Land rows jolt Nairobi real estate boom as cartels thrive on fraud

Kiambu Dandora Farmers Company Secretary Mwangi Karanja (left) addresses a press conference in Nairobi yesterday with one of the trustees, Joseph Nduati. [Courtesy, Standard]

Investors are angling for a share of land in areas neighbouring Nairobi in the wake of real estate growth occasioned by demand for housing.

Individual and institutional buyers have now invaded land near the city to build houses for sale or to let as the areas gain from easy access to the capital.

Kitengela, Isinya, Utawala, Embakasi, Ruai, Njiru and Ngong, Ongata Rongai and Kiserian have been top of the investors’ target list, with large tracts sold.

According to the Kenya National Housing Corporation, the property boom has seen home prices and rental income double over the past five years. 

However, stakeholders are worried that land conflicts could bring the lucrative sector to its knees.

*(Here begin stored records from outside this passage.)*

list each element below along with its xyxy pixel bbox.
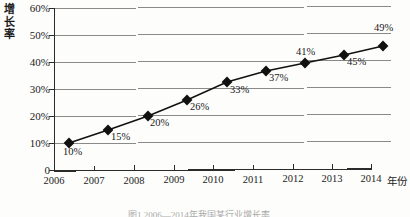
- data-label-2009: 26%: [190, 101, 209, 112]
- data-label-2008: 20%: [150, 117, 169, 128]
- x-tick-label-2011: 2011: [234, 174, 272, 185]
- data-point-2014: [378, 41, 389, 52]
- x-tick-label-2010: 2010: [194, 174, 232, 185]
- grid-line-50: [54, 34, 391, 36]
- grid-line-10: [54, 142, 391, 144]
- data-label-2010: 33%: [230, 84, 249, 95]
- x-tick-label-2014: 2014: [352, 173, 390, 184]
- x-axis-title: 年份: [387, 173, 407, 188]
- x-tick-label-2009: 2009: [155, 174, 193, 185]
- growth-rate-line-chart: 增 长 率 60% 50% 40% 30% 20% 10% 0: [0, 0, 410, 217]
- grid-line-60: [54, 7, 391, 9]
- figure-caption: 图1 2006—2014年我国某行业增长率: [128, 208, 270, 217]
- grid-line-30: [54, 88, 391, 90]
- x-tick-label-2012: 2012: [274, 173, 312, 184]
- data-label-2014: 49%: [374, 22, 393, 33]
- data-label-2012: 41%: [296, 46, 315, 57]
- grid-lines: [54, 7, 391, 144]
- data-label-2011: 37%: [269, 72, 288, 83]
- data-label-2013: 45%: [347, 56, 366, 67]
- x-tick-label-2013: 2013: [313, 173, 351, 184]
- data-label-2007: 15%: [111, 131, 130, 142]
- x-tick-label-2006: 2006: [35, 175, 73, 186]
- grid-line-40: [54, 61, 391, 63]
- data-label-2006: 10%: [63, 146, 82, 157]
- grid-line-20: [54, 115, 391, 117]
- x-tick-label-2008: 2008: [115, 175, 153, 186]
- x-tick-label-2007: 2007: [75, 175, 113, 186]
- y-axis-ticks: [49, 9, 54, 171]
- data-point-2012: [300, 58, 311, 69]
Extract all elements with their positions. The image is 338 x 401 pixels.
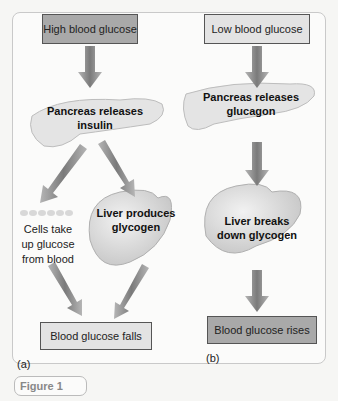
pancreas-b-label: Pancreas releasesglucagon [196,90,306,118]
cells-label: Cells takeup glucosefrom blood [20,222,76,267]
panel-a-label: (a) [17,358,30,370]
glucose-falls-box: Blood glucose falls [40,322,152,350]
pancreas-a-label: Pancreas releasesinsulin [40,104,150,132]
high-glucose-box: High blood glucose [42,14,138,44]
figure-caption: Figure 1 [14,376,87,396]
low-glucose-box: Low blood glucose [204,14,310,44]
liver-a-label: Liver producesglycogen [96,206,176,234]
glucose-rises-box: Blood glucose rises [207,316,317,344]
cells-icon [20,210,73,216]
liver-b-label: Liver breaksdown glycogen [214,214,300,242]
panel-b-label: (b) [206,352,219,364]
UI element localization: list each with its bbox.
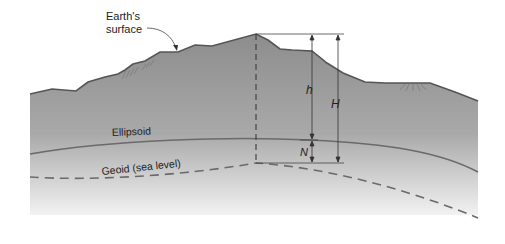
terrain-body [30,34,478,215]
earth-surface-label-line2: surface [106,23,142,35]
N-label: N [300,146,308,158]
H-label: H [331,97,340,111]
h-label: h [306,83,313,97]
geodesy-diagram: Earth's surface Ellipsoid Geoid (sea lev… [0,0,505,244]
surface-leader-arrow [147,28,176,48]
earth-surface-label-line1: Earth's [106,10,140,22]
ellipsoid-label: Ellipsoid [112,125,152,138]
leader-arrowhead-icon [173,45,178,51]
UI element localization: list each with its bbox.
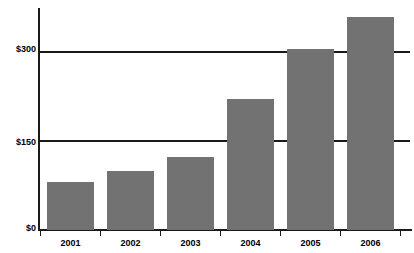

Bogus dealers and middlemen, who have taken advantage of the boom to irregularly acquire plots, have exposed buyers to endless legal wars with genuine land owners.

“Cartels at Ardhi House won’t give up while bogus agents and their accomplices exploit legal and regulatory loopholes in registration, transfer or sale of land in prime areas,” said Paul Okinyi, a land investor in Embakasi. 

The extent of land grab in towns, where cartels have been sub-dividing land and giving out fake title deeds to buyers, is unprecedented.  

In Eastlands, Kiambu Dandora Farmers Company has been fighting to retain its land after it was reportedly grabbed, subdivided and sold. The company’s secretary, Mwangi Karanja, says the grabbing of parts of the 818-acre land offers a glimpse of the rot in the management of land.

In 2011, the firm instituted a constitutional petition against the AG and the Commissioner of Lands. Mr Karanja, who spoke at a press conference in Nairobi, said their case is just but one among several that require urgent State intervention.

“We are only protecting our rights to land ownership. We demand justice,” says Mr Karanja. He added: “We are not an illegal group but a land buying company. We are a firm incorporated in 1969 which files returns and has directors.” They urged buyers to keep off unscrupulous middlemen.